Substrate-Specific Prevention

DWC systems: Critical is daily temperature monitoring. Water below 20°C + good aeration (minimum 4 air stones per 100L, 24h) = Pythium risk <5%. Additionally, weekly Bacillus (5 mL per 10L, even without infection) as immune-boosting measure.

Coco cultivation: 60% coco, 30% perlite, 10% worm compost. Never pure coco! Perlite creates air pores even when coco is saturated. Dry-back cycles are critical: after watering, top dries out, bottom stays moist for 24 hours. This reduces Pythium sporulation by ~70%. Water with 0.5 mL H₂O₂ per liter as preventive.

Soil/peat mixes: Loose blend is key. 40% peatmoss, 30% perlite, 20% coconut fiber, 10% worm compost. Cold watering water (not warm). In rooms above 24°C, increase ventilation further.

Detailed Hygiene Protocol

Contamination comes from outside. Cleanliness fanaticism pays off:

DWC/Hydro Systems

Coco Substrates

Soil/Loam Mixes

Prevent Cross-Contamination

Frequently Asked Questions

Can I save infected plants?

Yes, in early stages (roots still partially white). Water change + H₂O₂ shock + Bacillus addition + temperature reduction. Earlier detection = better odds. Advanced stages (50%+ brown roots) usually result in total loss.

What's the difference from Fusarium?

Pythium: water pathogen, rapid (3–7 days), wilting above ground. Fusarium: soil fungus, slower (2–3 weeks), yellowed vein patterns, discolored vascular tissue in stem. Different treatments required.

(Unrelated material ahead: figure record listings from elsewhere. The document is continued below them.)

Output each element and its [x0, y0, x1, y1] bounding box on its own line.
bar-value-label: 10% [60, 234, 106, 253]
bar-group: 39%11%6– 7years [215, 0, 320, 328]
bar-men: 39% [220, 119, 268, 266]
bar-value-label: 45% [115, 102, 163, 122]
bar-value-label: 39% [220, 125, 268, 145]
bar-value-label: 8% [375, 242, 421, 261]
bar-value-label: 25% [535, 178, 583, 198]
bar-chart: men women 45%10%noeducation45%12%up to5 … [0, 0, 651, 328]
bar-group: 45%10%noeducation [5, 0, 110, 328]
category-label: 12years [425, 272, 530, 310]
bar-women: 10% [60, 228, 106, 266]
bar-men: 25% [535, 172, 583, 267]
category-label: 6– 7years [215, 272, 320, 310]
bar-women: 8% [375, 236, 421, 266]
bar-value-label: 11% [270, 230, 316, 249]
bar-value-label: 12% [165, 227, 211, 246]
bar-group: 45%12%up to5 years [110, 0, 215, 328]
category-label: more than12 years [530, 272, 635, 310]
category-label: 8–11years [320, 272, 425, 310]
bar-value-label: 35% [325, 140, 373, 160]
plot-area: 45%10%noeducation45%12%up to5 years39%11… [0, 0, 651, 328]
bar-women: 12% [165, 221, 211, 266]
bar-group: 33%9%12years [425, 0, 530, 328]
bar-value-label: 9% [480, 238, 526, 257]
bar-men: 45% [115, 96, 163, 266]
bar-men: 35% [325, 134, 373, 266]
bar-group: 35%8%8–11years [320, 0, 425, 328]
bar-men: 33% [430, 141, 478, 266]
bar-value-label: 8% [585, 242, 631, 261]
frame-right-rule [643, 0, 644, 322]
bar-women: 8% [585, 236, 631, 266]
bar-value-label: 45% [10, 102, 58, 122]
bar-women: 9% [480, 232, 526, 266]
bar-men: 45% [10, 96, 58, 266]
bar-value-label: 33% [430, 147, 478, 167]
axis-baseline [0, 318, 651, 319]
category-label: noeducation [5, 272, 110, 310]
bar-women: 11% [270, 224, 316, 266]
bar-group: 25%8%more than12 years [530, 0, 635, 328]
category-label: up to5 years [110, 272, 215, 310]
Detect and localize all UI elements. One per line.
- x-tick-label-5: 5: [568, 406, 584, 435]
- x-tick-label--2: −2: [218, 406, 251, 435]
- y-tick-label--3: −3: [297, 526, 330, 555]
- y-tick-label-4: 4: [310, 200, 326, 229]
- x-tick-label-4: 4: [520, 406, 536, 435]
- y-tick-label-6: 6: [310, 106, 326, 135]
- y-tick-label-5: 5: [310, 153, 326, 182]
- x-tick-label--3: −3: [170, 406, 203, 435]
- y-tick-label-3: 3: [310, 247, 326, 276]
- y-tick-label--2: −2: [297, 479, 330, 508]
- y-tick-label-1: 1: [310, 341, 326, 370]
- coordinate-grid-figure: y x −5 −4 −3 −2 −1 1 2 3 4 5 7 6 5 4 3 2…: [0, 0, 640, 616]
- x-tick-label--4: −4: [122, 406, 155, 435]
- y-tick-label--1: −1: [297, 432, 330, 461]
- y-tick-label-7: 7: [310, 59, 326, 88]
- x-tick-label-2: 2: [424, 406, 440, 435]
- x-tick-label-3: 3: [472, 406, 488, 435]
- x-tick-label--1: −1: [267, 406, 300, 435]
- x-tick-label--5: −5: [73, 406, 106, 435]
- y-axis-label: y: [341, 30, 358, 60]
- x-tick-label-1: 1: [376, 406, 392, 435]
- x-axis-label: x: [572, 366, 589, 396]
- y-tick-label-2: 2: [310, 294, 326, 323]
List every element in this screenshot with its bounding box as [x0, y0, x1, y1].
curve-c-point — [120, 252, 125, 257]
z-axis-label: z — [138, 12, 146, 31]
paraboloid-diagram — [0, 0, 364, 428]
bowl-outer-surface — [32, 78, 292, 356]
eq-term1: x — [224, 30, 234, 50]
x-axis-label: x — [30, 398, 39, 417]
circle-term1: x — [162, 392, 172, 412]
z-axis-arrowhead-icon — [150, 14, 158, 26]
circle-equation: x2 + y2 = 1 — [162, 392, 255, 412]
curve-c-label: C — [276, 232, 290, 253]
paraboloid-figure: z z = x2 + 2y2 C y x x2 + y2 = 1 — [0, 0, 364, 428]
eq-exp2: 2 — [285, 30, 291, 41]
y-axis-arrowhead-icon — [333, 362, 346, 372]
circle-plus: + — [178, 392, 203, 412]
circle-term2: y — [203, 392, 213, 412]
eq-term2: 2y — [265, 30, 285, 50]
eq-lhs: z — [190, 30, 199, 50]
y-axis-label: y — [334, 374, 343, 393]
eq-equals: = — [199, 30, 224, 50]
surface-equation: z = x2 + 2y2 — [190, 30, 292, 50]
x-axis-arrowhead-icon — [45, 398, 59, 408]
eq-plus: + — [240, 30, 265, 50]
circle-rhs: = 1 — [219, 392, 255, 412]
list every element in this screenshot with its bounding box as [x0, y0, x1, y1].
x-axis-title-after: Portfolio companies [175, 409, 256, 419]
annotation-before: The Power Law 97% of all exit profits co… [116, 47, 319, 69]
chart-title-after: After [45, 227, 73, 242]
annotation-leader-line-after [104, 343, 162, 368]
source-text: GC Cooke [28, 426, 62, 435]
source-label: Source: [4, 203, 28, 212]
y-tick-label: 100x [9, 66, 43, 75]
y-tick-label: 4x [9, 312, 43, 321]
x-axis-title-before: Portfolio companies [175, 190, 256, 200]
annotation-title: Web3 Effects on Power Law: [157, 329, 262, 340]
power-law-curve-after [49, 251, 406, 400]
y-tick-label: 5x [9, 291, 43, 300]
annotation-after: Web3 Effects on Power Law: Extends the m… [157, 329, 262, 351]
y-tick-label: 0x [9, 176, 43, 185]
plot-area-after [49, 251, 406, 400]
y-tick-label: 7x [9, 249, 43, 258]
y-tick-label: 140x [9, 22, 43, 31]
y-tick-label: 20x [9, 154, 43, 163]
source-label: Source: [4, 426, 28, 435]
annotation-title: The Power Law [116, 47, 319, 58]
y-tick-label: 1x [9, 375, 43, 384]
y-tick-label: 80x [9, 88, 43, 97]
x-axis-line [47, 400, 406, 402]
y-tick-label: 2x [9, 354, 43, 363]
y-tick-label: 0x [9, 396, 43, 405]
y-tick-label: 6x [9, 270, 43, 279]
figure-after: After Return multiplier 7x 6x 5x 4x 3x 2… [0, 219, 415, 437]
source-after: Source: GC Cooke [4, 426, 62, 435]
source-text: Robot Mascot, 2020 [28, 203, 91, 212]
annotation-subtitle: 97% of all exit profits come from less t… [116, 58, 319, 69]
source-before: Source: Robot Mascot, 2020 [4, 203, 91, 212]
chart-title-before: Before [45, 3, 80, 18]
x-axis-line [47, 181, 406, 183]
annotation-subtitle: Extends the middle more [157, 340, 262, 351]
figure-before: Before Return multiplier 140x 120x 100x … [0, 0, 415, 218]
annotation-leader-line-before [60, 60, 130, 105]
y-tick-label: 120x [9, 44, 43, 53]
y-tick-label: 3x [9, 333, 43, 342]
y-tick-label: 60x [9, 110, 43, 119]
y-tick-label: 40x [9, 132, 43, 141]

Why doesn't standard fungicide work?

Pythium is an oomycete, not a true fungus. Its cell wall is cellulose and β-glucan, not chitin like true fungi. Standard fungicides target chitin. Only specialized treatments (Bacillus, Trichoderma, H₂O₂) are effective.

How long can Pythium survive?

Sporangia can survive 2–6 months in damp substrate or water. Pythium-contaminated solution must be discarded immediately. Substrates should be dried and disinfected (autoclaved or UV). Tubes and containers flushed with chlorine solution (200 ppm).

Does chlorine help against Pythium?

Chlorine (sodium hypochlorite, 20–100 ppm in solution) inhibits Pythium but is not a complete killer. Bacillus and H₂O₂ are more direct. Chlorine is useful as prophylaxis in recirculating systems, not as primary treatment.